Keep watch, dear Lord,

with those who wake or watch

or weep this night,

and give your angels charge

over those who sleep.

Tend your sick ones,

O Lord Jesus Christ;

rest your weary ones;

bless your dying ones;

soothe your suffering ones;

pity your afflicted ones;

shield your joyous ones.

And all for your love’s sake.

Widely attributed to St Augustine (354-430), today’s prayer is used at Compline (Night Prayer). So as we begin to think about a comfortable bed and sleep’s sweet oblivion, we entrust to God all those for whom the night will be testing in many ways. That memorable trio of words beginning with ‘w’, however, (‘those who watch and wait and weep’) takes us swiftly and surely to the bedsides of the dying.

On this National Day of Reflection, organised by the end-of-life charity Marie Curie, we stand in solidarity with the millions grieving the loss of loved ones during the pandemic. When it was raging most savagely, Augustine’s prayer had a very particular resonance, a resonance explored by Ally Barrett in a hymn she wrote for Passiontide 2020. Covid statistics then were chilling. Churches were shut. The woman in this photo, comforted by a nurse as she weeps beside her dying husband, epitomises the darkness of that time.

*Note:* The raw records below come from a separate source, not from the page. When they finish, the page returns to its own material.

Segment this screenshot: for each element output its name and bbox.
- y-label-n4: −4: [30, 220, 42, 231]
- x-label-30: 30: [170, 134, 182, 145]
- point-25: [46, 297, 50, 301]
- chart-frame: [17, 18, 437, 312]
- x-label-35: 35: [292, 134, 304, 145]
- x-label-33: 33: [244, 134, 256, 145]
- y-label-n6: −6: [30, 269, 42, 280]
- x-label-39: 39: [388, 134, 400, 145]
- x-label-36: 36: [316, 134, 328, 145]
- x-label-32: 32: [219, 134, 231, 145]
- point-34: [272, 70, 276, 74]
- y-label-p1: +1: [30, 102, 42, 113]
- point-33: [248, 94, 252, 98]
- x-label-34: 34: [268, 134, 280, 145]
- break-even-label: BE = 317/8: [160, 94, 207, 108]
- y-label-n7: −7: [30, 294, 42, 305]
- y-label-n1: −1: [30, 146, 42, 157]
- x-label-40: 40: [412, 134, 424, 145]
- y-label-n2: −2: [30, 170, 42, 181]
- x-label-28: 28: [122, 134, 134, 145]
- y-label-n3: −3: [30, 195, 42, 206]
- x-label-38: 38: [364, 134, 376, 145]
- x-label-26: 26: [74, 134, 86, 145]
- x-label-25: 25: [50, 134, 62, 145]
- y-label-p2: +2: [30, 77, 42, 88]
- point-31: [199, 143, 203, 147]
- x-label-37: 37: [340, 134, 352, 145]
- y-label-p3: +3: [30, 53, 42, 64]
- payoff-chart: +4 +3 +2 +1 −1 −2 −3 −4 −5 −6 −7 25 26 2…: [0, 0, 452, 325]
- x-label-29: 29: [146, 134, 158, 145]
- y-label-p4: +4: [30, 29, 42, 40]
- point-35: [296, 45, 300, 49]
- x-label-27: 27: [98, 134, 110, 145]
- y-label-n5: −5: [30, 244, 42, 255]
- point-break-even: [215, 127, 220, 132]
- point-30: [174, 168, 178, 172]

Listen below to Ally herself singing her hymn and notice the ways her words draw on Augustine’s prayer - especially in verse two. There are those ‘w’ words again, but she also plays with Augustine’s pleas for support from angels. It’s already arrived, she says, in those medics under their PPE. God is present in these ‘angels disguised’ - watching, tending, resting, blessing, soothing, loving.